Five years ago, Jody Hoelle weighed 215 pounds. One day she noticed that her vision was blurry. “I couldn’t read street signs even when I was standing right in front of them.” Tests showed that her eyes were fine—the problem was she was mildly diabetic. “When I heard that, I went white. I felt faint. All I could think of was that I would go blind and lose my limbs.”

“Just Taking a Few Steps Wore Me Out.”
Jody’s doctor told her she could control her condition with diet and exercise, but at first she felt too hopeless to try. “I’d already dieted so many times before and never kept the weight off. It took me a while to try again.” A few weeks later she started trying to eliminate the “garbage” from her diet. “But I didn’t start exercising for two years. I tried a little walking, but it was really hard. I was always tired, both from the diabetes and from carrying around so much weight. Just taking a few steps wore me out.”

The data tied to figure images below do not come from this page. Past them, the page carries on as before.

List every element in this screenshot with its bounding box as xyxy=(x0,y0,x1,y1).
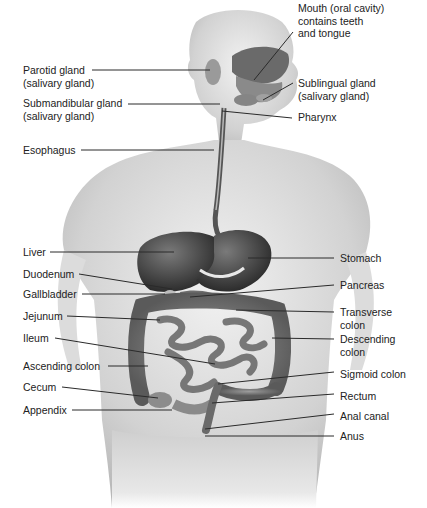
label-anus: Anus xyxy=(340,430,364,443)
label-anal-canal: Anal canal xyxy=(340,410,389,423)
label-sublingual-gland: Sublingual gland (salivary gland) xyxy=(298,77,376,102)
label-line: Pancreas xyxy=(340,279,384,292)
label-line: Mouth (oral cavity) xyxy=(298,2,384,15)
label-descending-colon: Descending colon xyxy=(340,333,395,358)
label-line: Submandibular gland xyxy=(23,97,122,110)
cecum-shape xyxy=(148,392,172,408)
label-cecum: Cecum xyxy=(23,381,56,394)
submandibular-gland-shape xyxy=(234,94,258,106)
label-line: Stomach xyxy=(340,252,381,265)
label-line: colon xyxy=(340,346,395,359)
label-line: Parotid gland xyxy=(23,64,94,77)
label-sigmoid-colon: Sigmoid colon xyxy=(340,368,406,381)
label-duodenum: Duodenum xyxy=(23,268,74,281)
digestive-system-diagram: Parotid gland (salivary gland) Submandib… xyxy=(0,0,427,508)
bladder-area xyxy=(174,404,212,409)
label-line: contains teeth xyxy=(298,15,384,28)
label-line: Sigmoid colon xyxy=(340,368,406,381)
label-parotid-gland: Parotid gland (salivary gland) xyxy=(23,64,94,89)
parotid-gland-shape xyxy=(205,59,221,85)
label-line: (salivary gland) xyxy=(23,110,122,123)
label-line: Descending xyxy=(340,333,395,346)
label-line: colon xyxy=(340,319,392,332)
label-line: Duodenum xyxy=(23,268,74,281)
label-appendix: Appendix xyxy=(23,404,67,417)
label-ascending-colon: Ascending colon xyxy=(23,360,100,373)
label-mouth: Mouth (oral cavity) contains teeth and t… xyxy=(298,2,384,40)
label-line: Gallbladder xyxy=(23,288,77,301)
label-line: Rectum xyxy=(340,390,376,403)
label-line: Sublingual gland xyxy=(298,77,376,90)
label-line: Appendix xyxy=(23,404,67,417)
label-transverse-colon: Transverse colon xyxy=(340,306,392,331)
label-rectum: Rectum xyxy=(340,390,376,403)
label-gallbladder: Gallbladder xyxy=(23,288,77,301)
label-line: Pharynx xyxy=(298,111,337,124)
label-jejunum: Jejunum xyxy=(23,310,63,323)
label-esophagus: Esophagus xyxy=(23,144,76,157)
sublingual-gland-shape xyxy=(256,94,272,102)
label-submandibular-gland: Submandibular gland (salivary gland) xyxy=(23,97,122,122)
label-line: Esophagus xyxy=(23,144,76,157)
label-line: (salivary gland) xyxy=(23,77,94,90)
label-pharynx: Pharynx xyxy=(298,111,337,124)
label-line: Anus xyxy=(340,430,364,443)
label-liver: Liver xyxy=(23,246,46,259)
label-line: Ileum xyxy=(23,332,49,345)
label-line: Anal canal xyxy=(340,410,389,423)
label-line: Liver xyxy=(23,246,46,259)
label-line: Ascending colon xyxy=(23,360,100,373)
label-line: Transverse xyxy=(340,306,392,319)
label-line: Jejunum xyxy=(23,310,63,323)
label-line: (salivary gland) xyxy=(298,90,376,103)
label-stomach: Stomach xyxy=(340,252,381,265)
label-pancreas: Pancreas xyxy=(340,279,384,292)
label-line: Cecum xyxy=(23,381,56,394)
label-line: and tongue xyxy=(298,27,384,40)
label-ileum: Ileum xyxy=(23,332,49,345)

In 1996 Jody took a course called “The Better Weigh” at the Loma Linda University Hospital, where she learned how to incorporate exercise into a weight-loss program. But for two more months she was still too discouraged to get started. “Then, one morning, I just woke up and decided to ’just do it.’”

Making a Run for It
She began walking two miles a day and—following the Loma Linda recommendations—running for a few seconds halfway through each walk. “Fear gripped me because I’d feel a sharp pain in my chest for a couple of seconds and I was afraid I was having a heart attack. But I’d read somewhere that you only had to worry about chest pain if it lasted more than a minute. So I just kept walking. And I was exhilarated by the thrill of having run.” It took several months before the chest pain and palpitations went away.

Jody faced other obstacles too. “Several well-meaning friends said they were worried about me exercising, and warned me about the possibility of hurting myself.” Then there was the opposite extreme. “As I waddled down the street, people would laugh at me. They shouted obscenities about my being so obese.”

I’m an Athlete, Not a Dieter
Despite these physical and emotional hurdles, Jody stuck with her exercise program and a low-fat, low-calorie diet. She lost 80 pounds in about 18 months. “At one point, a friend said to me, “you should have been an athlete.” I decided then that was how I was going to define myself rather than as a dieter.”